The Federal Third Circuit Court of Appeals recently sent an earthshattering reminder to companies about both the importance of complying with critical wage and hour laws and the legal need to pay employees for all time worked. A Pennsylvania employer, East Penn Manufacturing Co., now owes over 11,000 hourly workers $22 million in back pay for time spent dressing and showering after the Court determined that these workers were entitled to compensation for the time they spent putting on and taking off their protective gear (also commonly known as ‘donning and doffing’) to perform their job duties.

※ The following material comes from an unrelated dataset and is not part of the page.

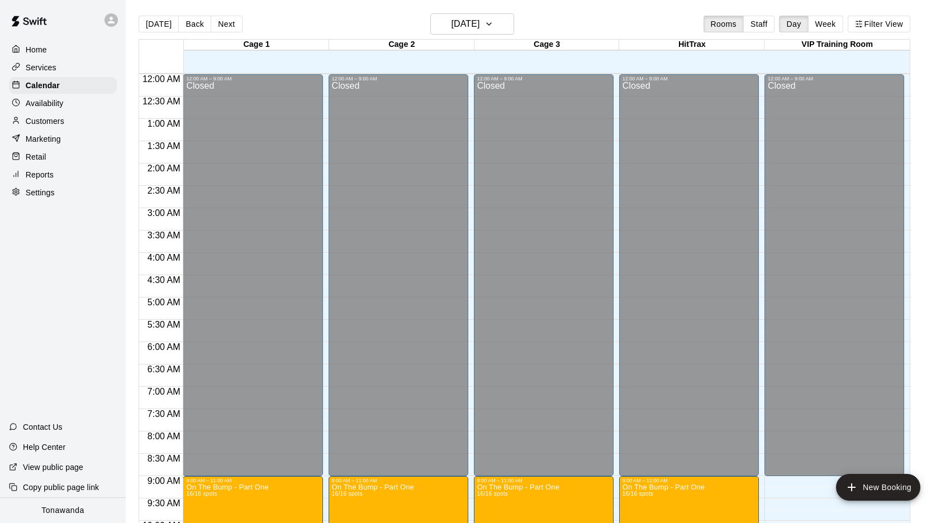 This screenshot has height=523, width=950. What do you see at coordinates (63, 103) in the screenshot?
I see `div: Availability` at bounding box center [63, 103].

Rather than recording and paying for the actual time spent by the employees donning and doffing their protective gear and showering after their shifts, the employer instead granted the workers a five-minute paid grace period before the start of their shift and a 10-minute paid grace period at the end of their shift. However, at trial it was found that employees actually spent more than 15 minutes at the beginning of their shift and 11 minutes after their shift completing these necessary tasks.

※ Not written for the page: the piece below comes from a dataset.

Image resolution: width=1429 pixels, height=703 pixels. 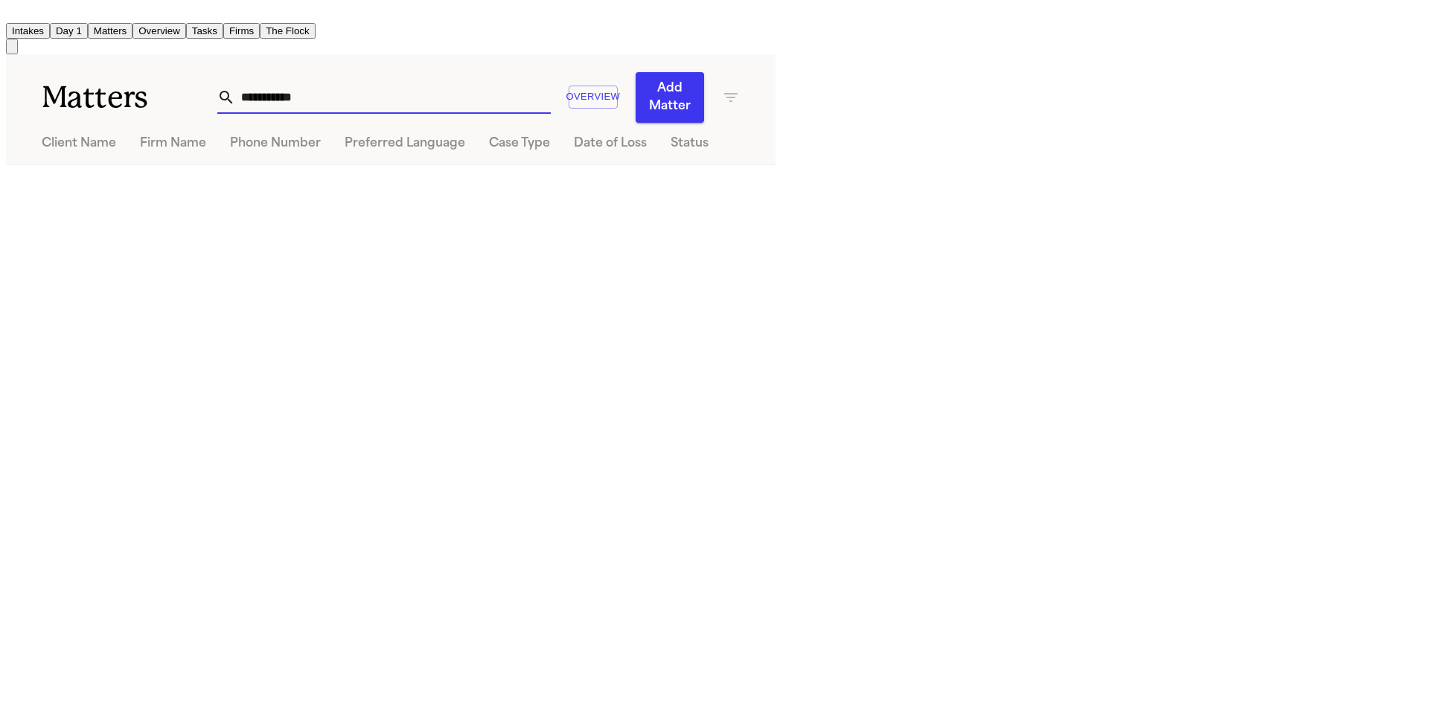 What do you see at coordinates (670, 98) in the screenshot?
I see `button: Add Matter` at bounding box center [670, 98].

The Company argued that any violation of the federal Fair Labor Standards Act (“FLSA”) was “de minimis,” as the donning and doffing activities were claimed to be not actual work activities, an argument ultimately rejected by the court. Because of the nature of the job, and having to work around hazardous materials, the changing and showering activities indeed constituted work; otherwise, according to the court, employees would not have been able to perform the required duties they were hired to do with lead and other hazardous substances. The employer also argued alternatively that paying its employees for the actual amount of time spent changing and showering could lead to employees acting in a dilatory fashion in completing the tasks to increase their possible payout. The Third Circuit responded that in cases of such abuse, employees could always be disciplined if the employee takes too long to complete the required tasks. 

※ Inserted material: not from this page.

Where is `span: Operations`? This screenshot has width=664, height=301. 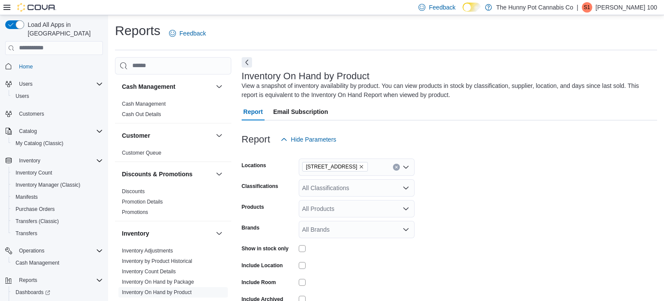
span: Operations is located at coordinates (32, 250).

For employers, this case is a critical reminder of the importance of ensuring that you pay your employees properly and always include an accurate accounting of all actual work time. Interestingly, the Third Circuit did not prohibit the payment for a “reasonable” amount of time for employee activities not considered “work,” as the employer tried to do here, but the court failed to delineate how an employer is supposed to draw that legal line so acting in such a fashion could be legally perilous. Therefore, it is important as always that an employee’s paid time either equal or exceed the time actually worked, and pre-and-post-employee activities that are necessary for the employee to perform all required tasks should importantly be accounted for in that calculation. Otherwise, you could be the next employer in this kind of predicament.          

As anyone who follows my blogs know, the United States Department of Labor (“USDOL”) implemented new overtime rules that went into effect on July 1, 2024, that increased the salary threshold that had to be met in order for an employee to be deemed exempt and ineligible for overtime payments. The goal of this change in the law was to expand overtime eligibility for employees who previously would not have qualified to receive such payments. On November 15, 2024, a federal judge in Texas found that this new overtime rule was legally invalid and issued an injunction that now prohibits implementation of this rule nationwide.
 
The Texas judge ruled that the DOL exceeded its statutory authority with the 2024 rule that raised the salary threshold from $35,568 to $43,888, effective July 1, 2024, and later to $58,656, effective January 1, 2025. The rule also included automatic triennial updates to the threshold. In light of this decision, Employers no longer need to adjust salaries or reclassify employees to comply with this at present invalid rule. The current overtime threshold at least for now therefore remains at $35,568.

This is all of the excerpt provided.